Output (if fetch_data fails after one retry):

[LOG] Starting fetch_data undefined
[LOG] Failed fetch_data API failure
[LOG] Retrying step fetch_data after error { error: [Error: API failure] }
[LOG] Starting fetch_data undefined
[LOG] Failed fetch_data API failure
[LOG] Transaction failed, initiating rollback { error: [Error: API failure] }
[LOG] Global rollback undefined
[LOG] Transaction failed [Error: API failure]

Type Safety

airem uses TypeScript generics to ensure type-safe context passing.
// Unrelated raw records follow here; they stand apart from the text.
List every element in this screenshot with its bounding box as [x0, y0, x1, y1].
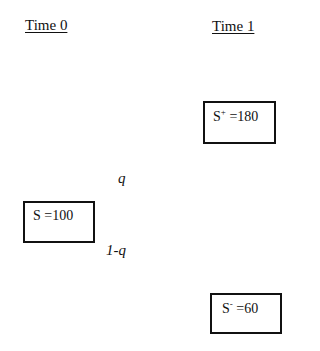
- node-up-label: S+ =180: [213, 110, 258, 124]
- node-down-symbol: S: [222, 301, 230, 316]
- probability-down-label: 1-q: [106, 243, 126, 258]
- node-root-label: S =100: [33, 209, 73, 223]
- node-root-value: =100: [41, 208, 73, 223]
- probability-up-label: q: [118, 171, 126, 186]
- node-root-symbol: S: [33, 208, 41, 223]
- node-down-state: S- =60: [210, 293, 282, 334]
- node-up-value: =180: [226, 109, 258, 124]
- node-root-state: S =100: [23, 201, 95, 243]
- node-up-state: S+ =180: [203, 101, 276, 144]
- node-up-symbol: S: [213, 109, 221, 124]
- time-1-heading: Time 1: [212, 19, 254, 34]
- node-down-value: =60: [233, 301, 258, 316]
- node-down-label: S- =60: [222, 302, 258, 316]
- time-0-heading: Time 0: [25, 18, 67, 33]
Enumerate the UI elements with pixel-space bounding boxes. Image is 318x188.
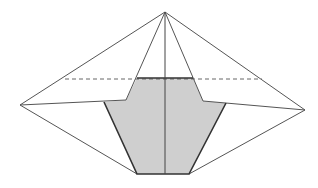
- geometric-diagram: [0, 0, 318, 188]
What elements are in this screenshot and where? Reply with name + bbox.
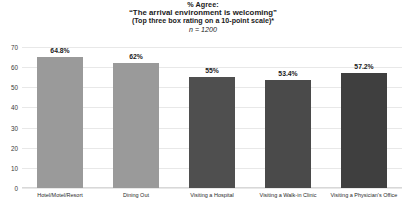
bar-slot: 53.4% xyxy=(250,47,326,188)
x-axis-category-label: Visiting a Walk-in Clinic xyxy=(260,192,317,198)
bar-value-label: 53.4% xyxy=(278,70,297,77)
y-axis-tick-label: 30 xyxy=(11,124,18,131)
bar xyxy=(265,80,311,188)
x-axis-category-label: Visiting a Physician's Office xyxy=(331,192,398,198)
bar-slot: 64.8% xyxy=(22,47,98,188)
bar xyxy=(189,77,235,188)
chart-title-block: % Agree: “The arrival environment is wel… xyxy=(0,1,406,34)
x-axis-labels: Hotel/Motel/ResortDining OutVisiting a H… xyxy=(22,192,402,204)
bar-slot: 62% xyxy=(98,47,174,188)
x-axis-category-label: Visiting a Hospital xyxy=(190,192,234,198)
bar xyxy=(341,73,387,188)
bar-value-label: 57.2% xyxy=(354,63,373,70)
gridline xyxy=(22,188,402,189)
y-axis-tick-label: 10 xyxy=(11,164,18,171)
bar xyxy=(113,63,159,188)
y-axis-tick-label: 20 xyxy=(11,144,18,151)
chart-subtitle: (Top three box rating on a 10-point scal… xyxy=(0,18,406,25)
y-axis-tick-label: 60 xyxy=(11,64,18,71)
bar xyxy=(37,57,83,188)
x-axis-category-label: Dining Out xyxy=(123,192,149,198)
y-axis-tick-label: 50 xyxy=(11,84,18,91)
y-axis-tick-label: 70 xyxy=(11,44,18,51)
chart-sample-size: n = 1200 xyxy=(0,27,406,34)
chart-container: % Agree: “The arrival environment is wel… xyxy=(0,0,406,213)
y-axis-tick-label: 0 xyxy=(14,185,18,192)
bar-value-label: 64.8% xyxy=(50,47,69,54)
bar-slot: 57.2% xyxy=(326,47,402,188)
bar-slot: 55% xyxy=(174,47,250,188)
bars-group: 64.8%62%55%53.4%57.2% xyxy=(22,47,402,188)
chart-title-statement: “The arrival environment is welcoming” xyxy=(0,9,406,17)
y-axis-tick-label: 40 xyxy=(11,104,18,111)
plot-area: 010203040506070 64.8%62%55%53.4%57.2% xyxy=(22,47,402,188)
chart-title-primary: % Agree: xyxy=(0,1,406,8)
x-axis-category-label: Hotel/Motel/Resort xyxy=(37,192,83,198)
bar-value-label: 62% xyxy=(129,53,143,60)
bar-value-label: 55% xyxy=(205,67,219,74)
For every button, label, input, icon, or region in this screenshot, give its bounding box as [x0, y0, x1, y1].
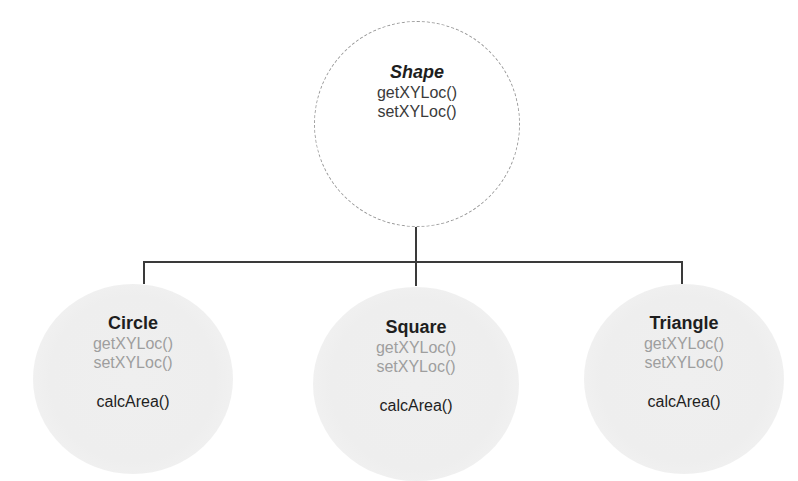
square-title: Square	[313, 316, 519, 338]
circle-method-set: setXYLoc()	[33, 353, 233, 372]
circle-title: Circle	[33, 312, 233, 334]
triangle-method-set: setXYLoc()	[584, 353, 784, 372]
connector-drop-circle	[143, 261, 145, 284]
connector-drop-square	[415, 261, 417, 286]
connector-trunk	[415, 227, 417, 262]
shape-method-get: getXYLoc()	[315, 83, 519, 102]
triangle-node: Triangle getXYLoc() setXYLoc() calcArea(…	[584, 284, 784, 474]
circle-node: Circle getXYLoc() setXYLoc() calcArea()	[33, 284, 233, 474]
square-node: Square getXYLoc() setXYLoc() calcArea()	[313, 287, 519, 481]
square-method-get: getXYLoc()	[313, 338, 519, 357]
square-method-calcarea: calcArea()	[313, 396, 519, 415]
shape-title: Shape	[315, 61, 519, 83]
square-method-set: setXYLoc()	[313, 357, 519, 376]
triangle-method-get: getXYLoc()	[584, 334, 784, 353]
triangle-title: Triangle	[584, 312, 784, 334]
circle-method-calcarea: calcArea()	[33, 392, 233, 411]
circle-method-get: getXYLoc()	[33, 334, 233, 353]
triangle-method-calcarea: calcArea()	[584, 392, 784, 411]
shape-method-set: setXYLoc()	[315, 102, 519, 121]
shape-node: Shape getXYLoc() setXYLoc()	[314, 21, 520, 227]
connector-drop-triangle	[681, 261, 683, 284]
connector-bar	[143, 261, 683, 263]
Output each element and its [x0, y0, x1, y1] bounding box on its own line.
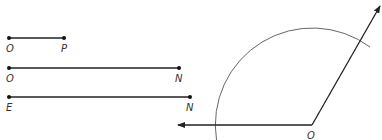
point-n	[188, 95, 192, 99]
point-o	[7, 36, 11, 40]
segment-op: O P	[6, 36, 68, 54]
angle: O	[178, 6, 380, 140]
label-e: E	[6, 102, 13, 113]
point-p	[62, 36, 66, 40]
segment-en: E N	[6, 95, 194, 113]
compass-arc	[215, 28, 370, 140]
point-e	[7, 95, 11, 99]
point-o	[7, 66, 11, 70]
geometry-diagram: O P O N E N O	[0, 0, 382, 140]
label-p: P	[61, 43, 68, 54]
point-n	[177, 66, 181, 70]
label-n: N	[175, 73, 183, 84]
label-n: N	[186, 102, 194, 113]
ray-up-right	[312, 6, 380, 125]
label-o: O	[6, 43, 14, 54]
label-o: O	[6, 73, 14, 84]
segment-on: O N	[6, 66, 183, 84]
label-vertex-o: O	[307, 130, 315, 140]
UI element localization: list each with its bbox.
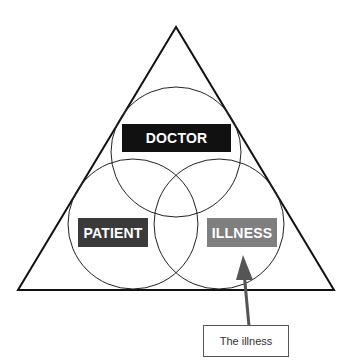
illness-callout: The illness <box>203 325 289 357</box>
arrow-shaft <box>244 272 249 326</box>
diagram-canvas <box>0 0 353 363</box>
illness-label: ILLNESS <box>207 218 277 247</box>
outer-triangle <box>18 27 334 290</box>
doctor-label: DOCTOR <box>122 124 231 152</box>
patient-label: PATIENT <box>78 218 148 247</box>
doctor-circle <box>111 87 241 217</box>
arrow-head-icon <box>236 255 253 280</box>
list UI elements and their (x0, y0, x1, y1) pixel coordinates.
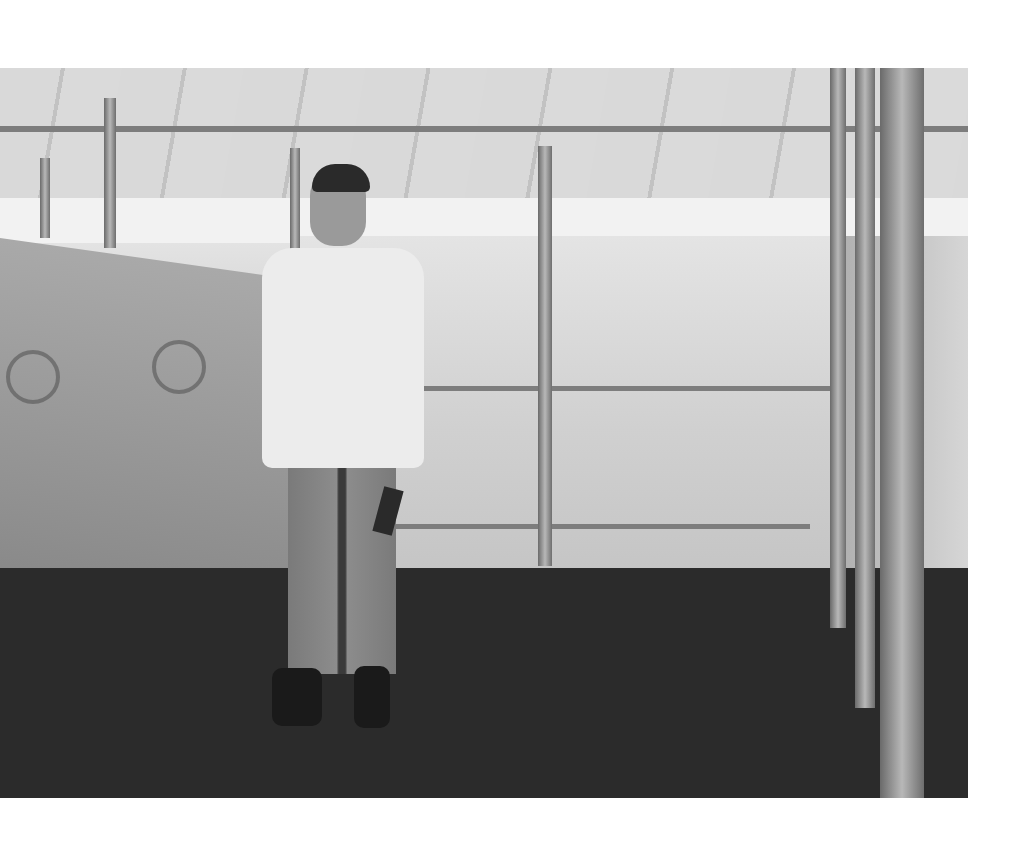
bamboo-pole (880, 68, 924, 798)
person-white-shirt (262, 248, 424, 468)
wall-beam (420, 386, 840, 391)
bamboo-pole (104, 98, 116, 248)
bamboo-pole (830, 68, 846, 628)
bamboo-pole (290, 148, 300, 258)
tarp-roof (0, 68, 968, 204)
bamboo-pole (40, 158, 50, 238)
unhcr-logo (6, 350, 60, 404)
photograph (0, 68, 968, 798)
bamboo-pole (855, 68, 875, 708)
person-shoe (272, 668, 322, 726)
dark-floor (0, 568, 968, 798)
wall-beam (330, 524, 810, 529)
person-shoe (354, 666, 390, 728)
bamboo-pole (538, 146, 552, 566)
roof-beam (0, 126, 968, 132)
unhcr-logo (152, 340, 206, 394)
person-hair (312, 164, 370, 192)
person-jeans (288, 464, 396, 674)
For example:

interface InitialContext { userId: number }
interface UpdatedContext { userId: number; updated: boolean }

const txn = new Transaction()
  .step<InitialContext>({
    name: 'init',
    execute: () => ({ userId: 123 })
  })
  .step<UpdatedContext>({
    name: 'update',
    execute: (ctx: InitialContext) => ({ userId: ctx.userId, updated: true })
  });

const result = await txn.run(); // Typed as UpdatedContext

Error Handling

  • If a step fails, run() triggers rollback for all completed steps in reverse order.
  • Step-specific rollback handlers are called first, followed by the global rollback handler (if defined).
  • Rollback failures are logged but do not interrupt the rollback process.
  • The original error is rethrown after rollback.

Best Practices

  • Step Names: Use unique, descriptive names for steps to aid debugging.
  • Rollback Logic: Ensure rollback functions are idempotent to handle repeated calls safely.
  • Retries: Set reasonable attempts and delayMs values to avoid excessive retries.
  • Logging: Provide a logger to trace transaction flow, especially in production.
  • Type Safety: Define context interfaces to leverage TypeScript’s type checking.